What This Means If You Are Selling This Spring
If you are thinking about listing in southern NH between now and the end of June, you are walking into one of the strongest seasonal windows of the year. But the playbook has changed. Buyers are more selective, appraisers are more conservative, and overpricing is no longer something the market will quietly absorb.
Here is what is working right now: pricing within 2–3% of recent comps, professional photography, light staging, and a pre-listing inspection on anything older than 25 years. The Phinney Team has built our entire home selling process around getting sellers maximum exposure in the first 14 days. That window is everything.
What This Means If You Are Buying
Buyers, you have more leverage than you have had in three years — but only if you are ready. That means a strong pre-approval (not pre-qualification), a tight team behind you, and the ability to move quickly when the right home hits. We are seeing more inspection negotiations succeed and more sellers willing to credit closing costs. Those concessions did not exist in 2022.
If your search has stalled in Bedford or Manchester, it is worth widening the radius into Goffstown, Bow, Hooksett, and Londonderry. The value-per-square-foot is significantly better and commute times to the I-93 and 101 corridors are nearly identical. We have helped multiple families this spring lock in homes 15–20% under what they would have paid in Bedford for similar square footage.
The 90-Day Outlook
Looking out through summer, expect:
- Inventory to climb modestly through June as more sellers list
- Prices to hold flat or grow 1–3% in the strongest school districts
- Days on market to stretch slightly as buyers gain leverage
- Mortgage rates to remain in the low-to-mid 6% range absent a major Fed move
This is the most negotiable southern NH market we have seen since 2019. It is not a buyers’ market — but it is the closest thing to one we have had in five years.
Ready to Make a Move?
Whether you are buying, selling, or just trying to figure out where you stand, The Phinney Team is here to walk through the numbers with you, town by town. We close roughly $40 million in volume each year across southern NH and we know these neighborhoods cold. Reach out for a no-pressure conversation — we will tell you the truth about where your home stands and what your buying power actually looks like in this market.

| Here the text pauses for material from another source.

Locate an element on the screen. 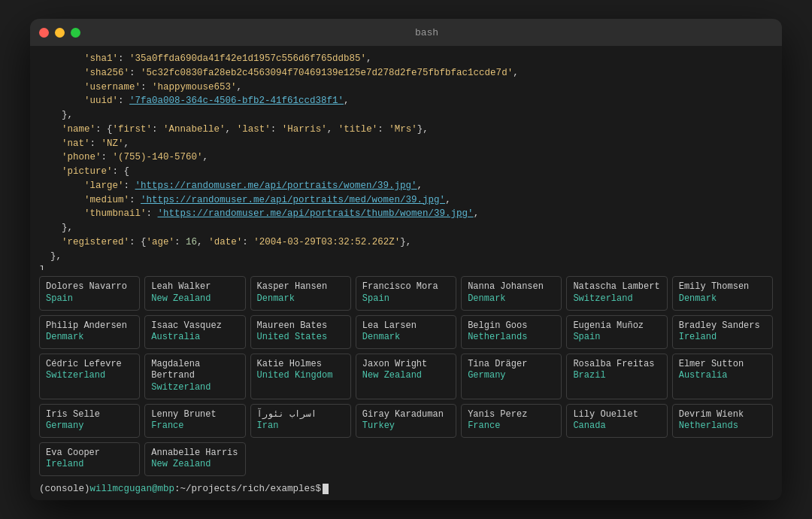 Image resolution: width=812 pixels, height=519 pixels. user-name: Rosalba Freitas is located at coordinates (617, 365).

Common Questions About the Southern NH Real Estate Market
Is now a good time to buy a home in southern New Hampshire?
For prepared buyers, yes — better than it has been in three years. Inventory is still tight at 1.4 months of supply, but rates have eased into the low-to-mid 6% range and sellers are increasingly willing to negotiate on inspection items and closing costs. The biggest risk to waiting is that rates dropping further would pull more buyers off the sidelines and reignite competition.
What is the average home price in southern New Hampshire right now?
The statewide median single-family price hit $530,000 in March 2026, with Hillsborough County averaging $548,750. Bedford runs significantly higher with median list prices between $897K and $1.21M, while neighboring towns like Goffstown, Bow, and Hooksett offer better value-per-square-foot for buyers willing to look outside the most premium ZIP codes.
Is the southern NH housing market cooling or crashing?
Cooling, not crashing. Year-over-year price growth has slowed from 6–8% to roughly 1%, and homes are taking about 10 days longer to sell. That is a normalizing market, not a collapsing one. With only 1.4 months of supply statewide, prices remain supported by chronic undersupply across the region.
Who is the best real estate team in southern New Hampshire?
The Phinney Team at Keller Williams Realty Metropolitan in Bedford is one of the top-producing teams in southern NH, closing roughly $40 million annually across Bedford, Manchester, Nashua, Concord, and the surrounding towns. With deep local data, in-house listing strategy, and a buyer process built for the current market, we help families navigate exactly the kind of shifting conditions we are seeing this spring.